*** Raw data ***

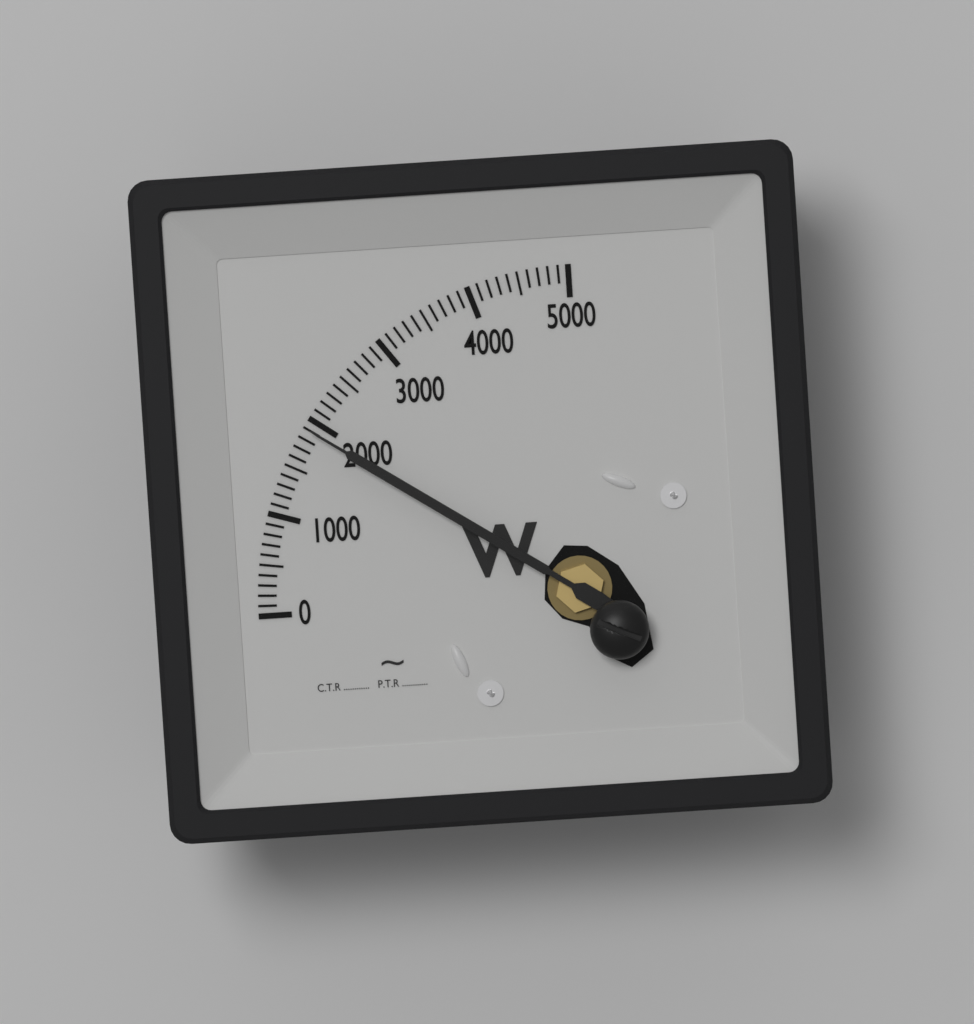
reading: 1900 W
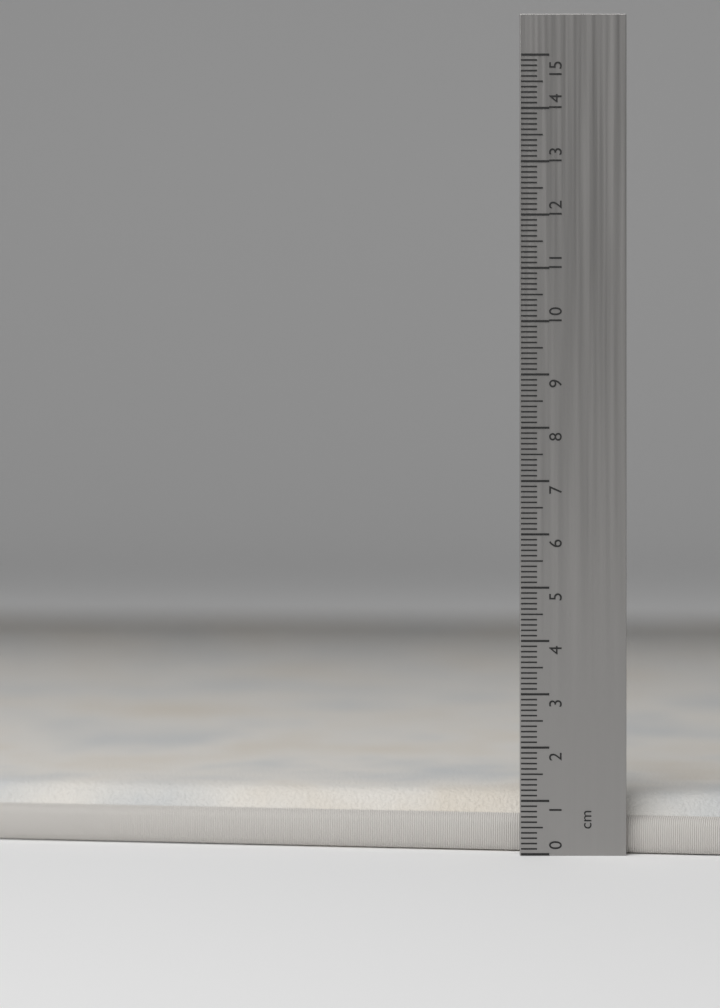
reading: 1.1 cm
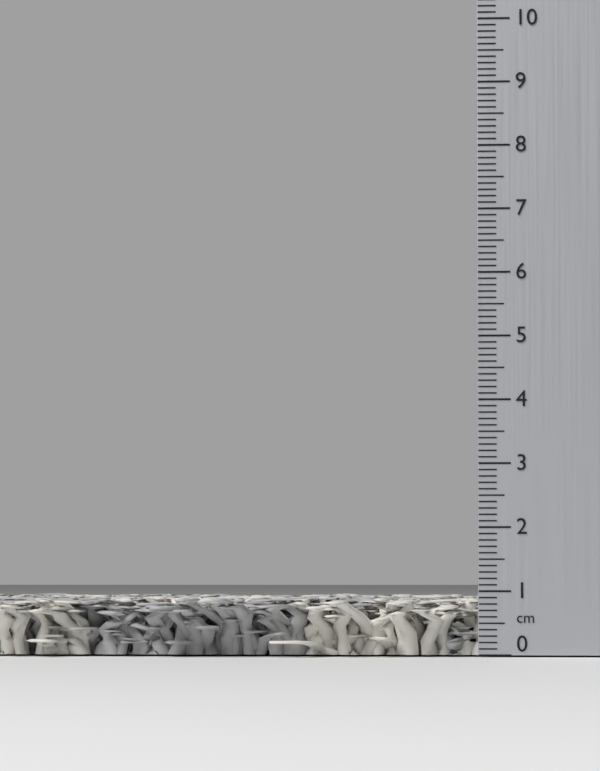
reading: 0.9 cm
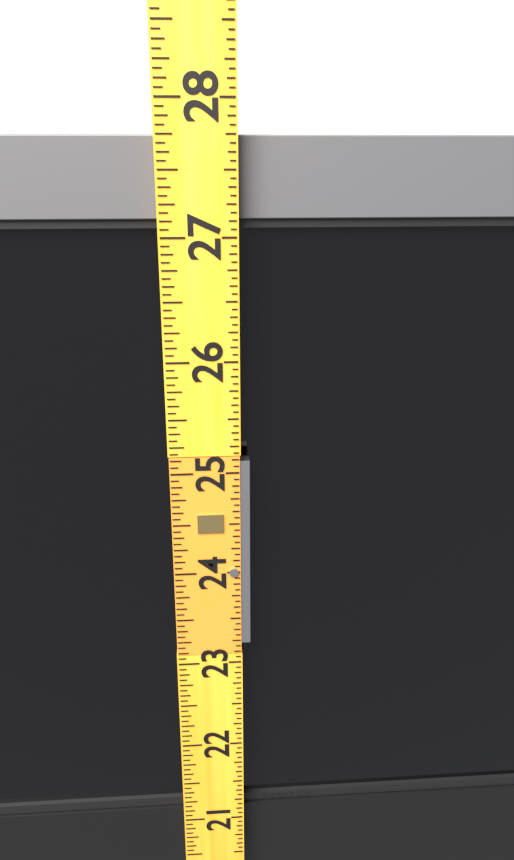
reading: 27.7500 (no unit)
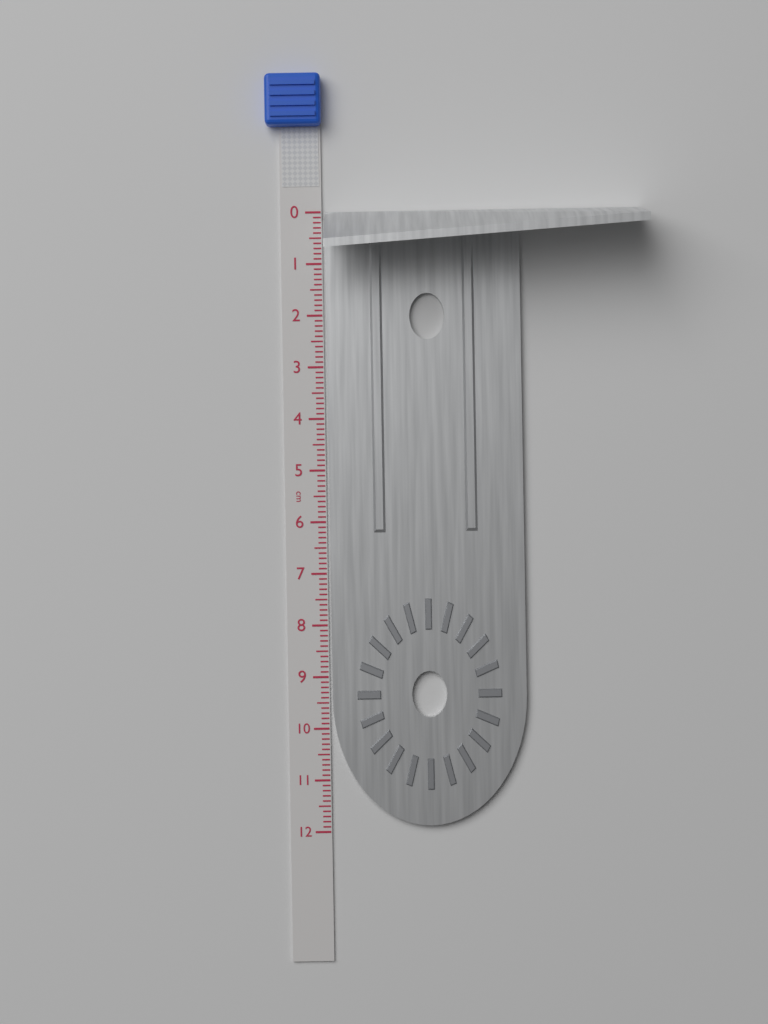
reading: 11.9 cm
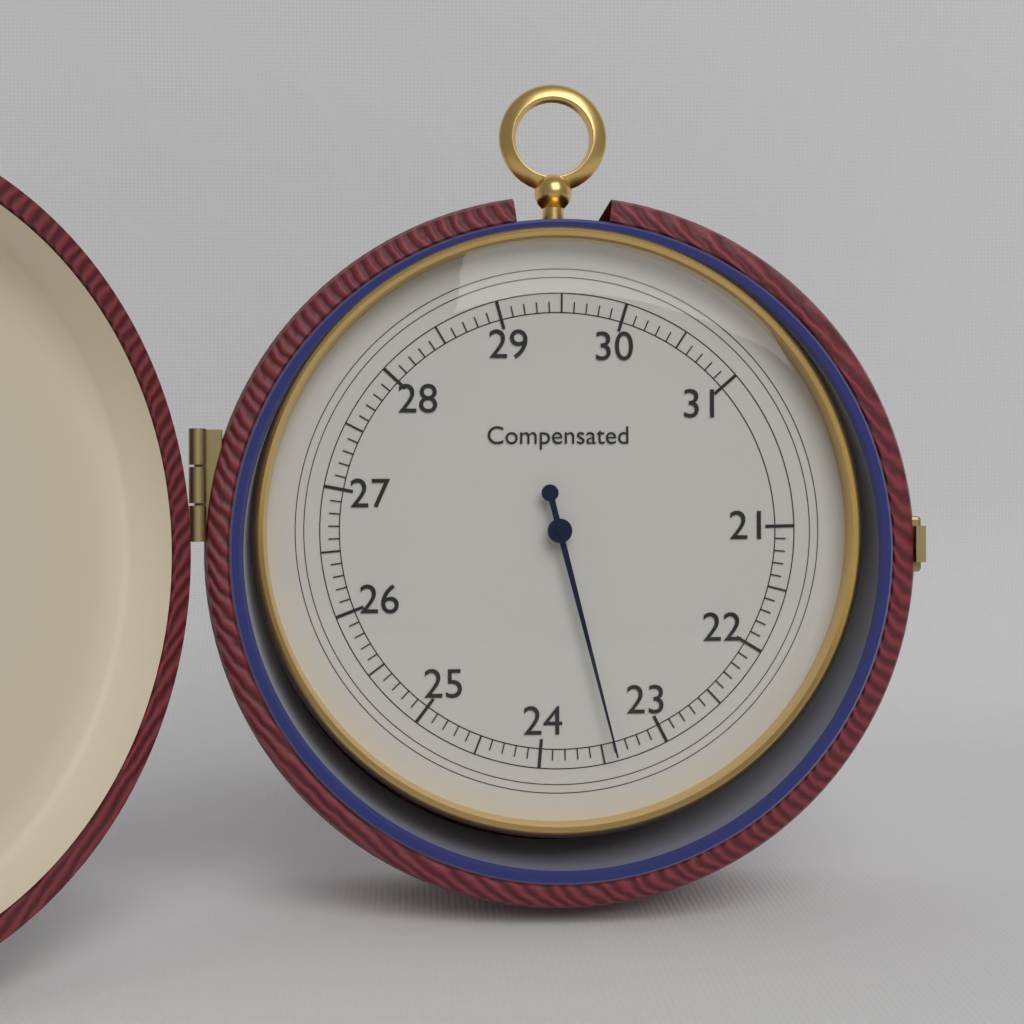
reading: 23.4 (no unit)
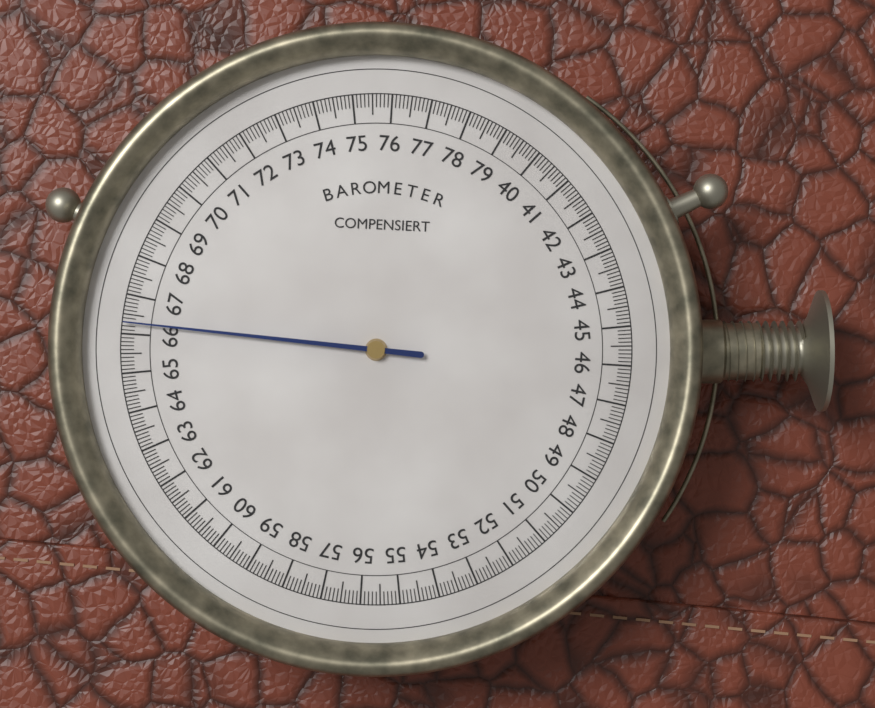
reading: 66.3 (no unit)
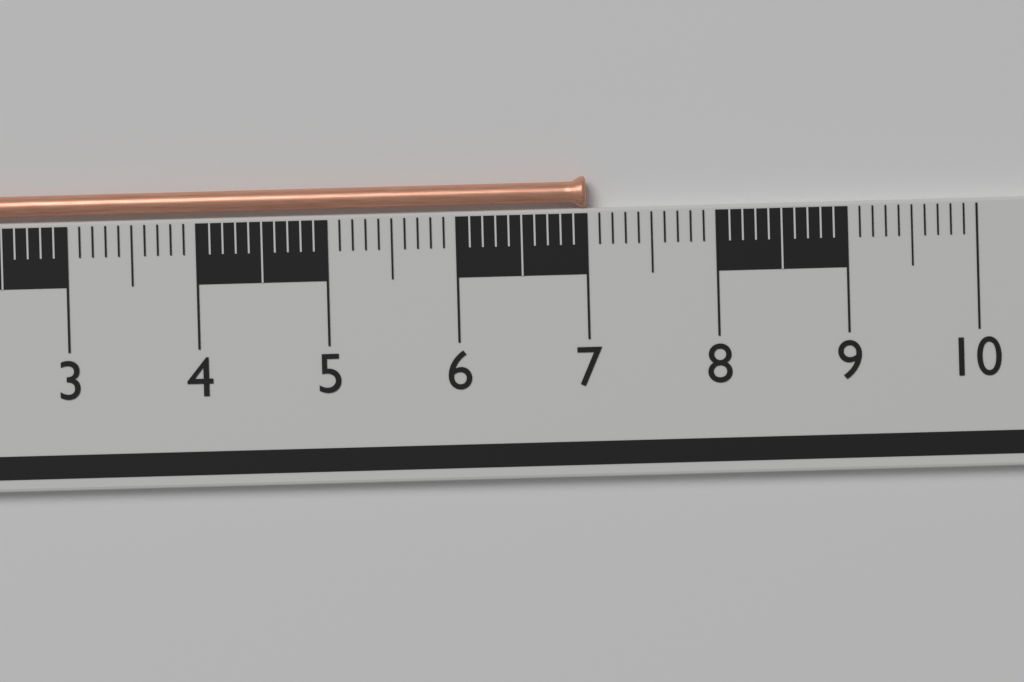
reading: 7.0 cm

*** End of Raw data ***

- **Exercise objective**
Word for word, return all the entries and skip their pictures.

- **Response area**
reading: 1900 W
reading: 1.1 cm
reading: 0.9 cm
reading: 27.7500 (no unit)
reading: 11.9 cm
reading: 23.4 (no unit)
reading: 66.3 (no unit)
reading: 7.0 cm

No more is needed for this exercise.